Two Republican Factions Split House Races
In Republican House primaries marked by differences between establishment candidates and movement conservatives, both sides came away with some wins on Tuesday.
At least eight incumbents lost their seats: Reps. George Lavender, R-Texarkana; Linda Harper-Brown, R-Irving; Lance Gooden, R-Terrell; Lon Burnam, D-Fort Worth; Naomi Gonzalez, D-El Paso; Diane Patrick, R-Arlington; Bennett Ratliff, R-Coppell; and Ralph Sheffield, R-Temple. At least seven who faced serious challenges survived: Angie Chen Button, R-Richardson; Myra Crownover, R-Denton; Sarah Davis, R-Houston; Jim Keffer, R-Eastland; J.D. Sheffield, R-Gatesville; Matt Schaefer, R-Tyler; and Jonathan Stickland, R-Bedford.
The establishment will boast about Button, Crownover, Davis, Keffer and J.D. Sheffield. The insurgents will brag about Tony Tinderholt, who beat Patrick; Molly White, who beat Ralph Sheffield; about former Rep. Rodney Anderson, R-Grand Prairie, who beat Harper-Brown; about Matt Rinaldi, who beat Ratliff by a 91-vote margin; and about the victories of Schaefer and Stickland against challengers backed by some of the state’s most powerful political action committees.
By way of comparison, voters sent 10 incumbent legislators home in the 2012 primaries, eight in 2010, nine in 2008 and seven in 2006. Those numbers include state senators and state representatives. In Senate races on Tuesday, incumbent Donna Campbell, R-New Braunfels, won her primary without a runoff; Kel Seliger, R-Amarillo, prevailed; and John Carona, R-Dallas, lost a very tight race with challenger Donald Huffines.
The six-member El Paso delegation will look almost the same in 2015 barring one exception. In one of the closest contests of the primary season, former state Rep. Norma Chávez, D-El Paso, bested incumbent Naomi Gonzalez, by 160 votes according to unofficial results from the El Paso County elections office. Chávez’s apparent second-place finish would put her in a May runoff against newcomer César Blanco. Blanco garnered about 44 percent of the vote.
Not all of the races were resolved late Tuesday night. Rep. Stefani Carter, R-Dallas, appeared headed for a runoff with former Dallas City Councilwoman Linda Koop.
House Speaker Joe Straus prevailed in his own bid for re-election and did not appear to lose enough supporters in this round of elections to threaten his expected bid for another term as speaker next January.
Stickland had no trouble defending his seat in House District 92. Stickland, who has been ranked the most conservative Texas House member, nabbed nearly two-thirds of the vote against Andy Cargile, a local school board member who failed to muster much financial support.
The race — which occasionally turned testy — was closely watched because it pitted Stickland’s Tea Party Republicans against the party’s establishment, which backed Cargile.
“Voters have sent a clear message to Austin, they want true conservative fighters representing them,” Stickland tweeted Tuesday night.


*Task goal*: Quote the entries in full, character for character, without their images.

===== Supplied information =====

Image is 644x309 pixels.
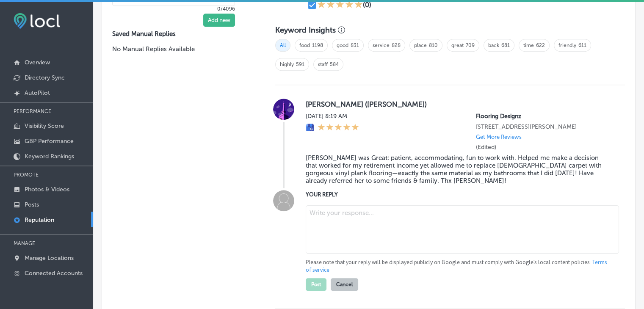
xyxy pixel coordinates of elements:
a: service [373,42,390,48]
a: highly [280,62,293,68]
p: No Manual Replies Available [112,44,248,54]
img: tab_keywords_by_traffic_grey.svg [84,49,91,56]
img: logo_orange.svg [14,14,20,20]
a: 681 [501,42,510,48]
button: Add new [203,14,235,27]
a: 810 [428,42,438,48]
p: GBP Performance [25,138,73,145]
a: 622 [536,42,545,48]
label: [DATE] 8:19 AM [306,112,359,120]
a: friendly [558,42,576,48]
a: time [523,42,534,48]
div: v 4.0.25 [24,14,42,20]
label: [PERSON_NAME] ([PERSON_NAME]) [306,100,611,108]
a: 828 [391,42,401,48]
h3: Keyword Insights [275,25,336,34]
div: Domain: [DOMAIN_NAME] [22,22,93,29]
img: website_grey.svg [14,22,20,29]
p: Overview [25,59,50,66]
p: Posts [25,201,39,208]
p: Flooring Designz [476,112,611,120]
button: Cancel [330,278,358,291]
p: Please note that your reply will be displayed publicly on Google and must comply with Google's lo... [306,258,611,274]
div: (0) [363,1,371,9]
p: Directory Sync [25,74,65,81]
a: good [336,42,349,48]
span: All [275,39,290,52]
img: Image [273,190,294,211]
div: 5 Stars [317,123,359,132]
p: Get More Reviews [476,134,521,140]
img: fda3e92497d09a02dc62c9cd864e3231.png [14,13,60,29]
a: food [299,42,310,48]
div: Domain Overview [32,50,76,55]
label: (Edited) [476,143,496,151]
p: Manage Locations [25,254,73,262]
a: 1198 [312,42,323,48]
a: 584 [330,62,339,68]
p: Connected Accounts [25,269,82,277]
a: place [414,42,427,48]
div: Keywords by Traffic [93,50,143,55]
blockquote: [PERSON_NAME] was Great: patient, accommodating, fun to work with. Helped me make a decision that... [306,154,611,184]
p: Visibility Score [25,122,64,130]
p: Reputation [25,216,54,223]
a: back [488,42,499,48]
label: YOUR REPLY [306,192,611,197]
a: Terms of service [306,258,607,274]
p: 0/4096 [112,6,235,12]
a: 611 [578,42,586,48]
a: 591 [296,62,304,68]
button: Post [306,278,327,291]
label: Saved Manual Replies [112,30,248,38]
a: 709 [465,42,475,48]
p: AutoPilot [25,90,50,97]
p: Photos & Videos [25,186,69,193]
a: 831 [351,42,359,48]
a: staff [318,62,328,68]
p: Keyword Rankings [25,153,74,160]
img: tab_domain_overview_orange.svg [23,49,30,56]
p: 316 Mt Evans Blvd Suite B [476,123,611,130]
a: great [451,42,464,48]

=====

*Result*:
Image is 644x309 pixels.
xyxy pixel coordinates of elements:
a: service [373,42,390,48]
a: highly [280,62,293,68]
p: No Manual Replies Available [112,44,248,54]
img: tab_keywords_by_traffic_grey.svg [84,49,91,56]
img: logo_orange.svg [14,14,20,20]
a: 681 [501,42,510,48]
button: Add new [203,14,235,27]
a: 810 [428,42,438,48]
p: GBP Performance [25,138,73,145]
a: 622 [536,42,545,48]
label: [DATE] 8:19 AM [306,112,359,120]
a: friendly [558,42,576,48]
a: time [523,42,534,48]
div: v 4.0.25 [24,14,42,20]
label: [PERSON_NAME] ([PERSON_NAME]) [306,100,611,108]
a: 828 [391,42,401,48]
h3: Keyword Insights [275,25,336,34]
div: Domain: [DOMAIN_NAME] [22,22,93,29]
img: website_grey.svg [14,22,20,29]
p: Overview [25,59,50,66]
p: Posts [25,201,39,208]
p: Flooring Designz [476,112,611,120]
button: Cancel [330,278,358,291]
p: Please note that your reply will be displayed publicly on Google and must comply with Google's lo... [306,258,611,274]
div: (0) [363,1,371,9]
p: Directory Sync [25,74,65,81]
a: good [336,42,349,48]
span: All [275,39,290,52]
img: Image [273,190,294,211]
div: 5 Stars [317,123,359,132]
p: Get More Reviews [476,134,521,140]
img: fda3e92497d09a02dc62c9cd864e3231.png [14,13,60,29]
a: food [299,42,310,48]
div: Domain Overview [32,50,76,55]
label: (Edited) [476,143,496,151]
p: Manage Locations [25,254,73,262]
a: 1198 [312,42,323,48]
a: 584 [330,62,339,68]
p: Connected Accounts [25,269,82,277]
a: place [414,42,427,48]
div: Keywords by Traffic [93,50,143,55]
blockquote: [PERSON_NAME] was Great: patient, accommodating, fun to work with. Helped me make a decision that... [306,154,611,184]
p: Visibility Score [25,122,64,130]
p: Reputation [25,216,54,223]
a: back [488,42,499,48]
label: YOUR REPLY [306,192,611,197]
a: Terms of service [306,258,607,274]
p: 0/4096 [112,6,235,12]
a: 611 [578,42,586,48]
a: 591 [296,62,304,68]
button: Post [306,278,327,291]
label: Saved Manual Replies [112,30,248,38]
a: 709 [465,42,475,48]
p: AutoPilot [25,90,50,97]
p: Photos & Videos [25,186,69,193]
a: 831 [351,42,359,48]
a: staff [318,62,328,68]
p: Keyword Rankings [25,153,74,160]
img: tab_domain_overview_orange.svg [23,49,30,56]
p: 316 Mt Evans Blvd Suite B [476,123,611,130]
a: great [451,42,464,48]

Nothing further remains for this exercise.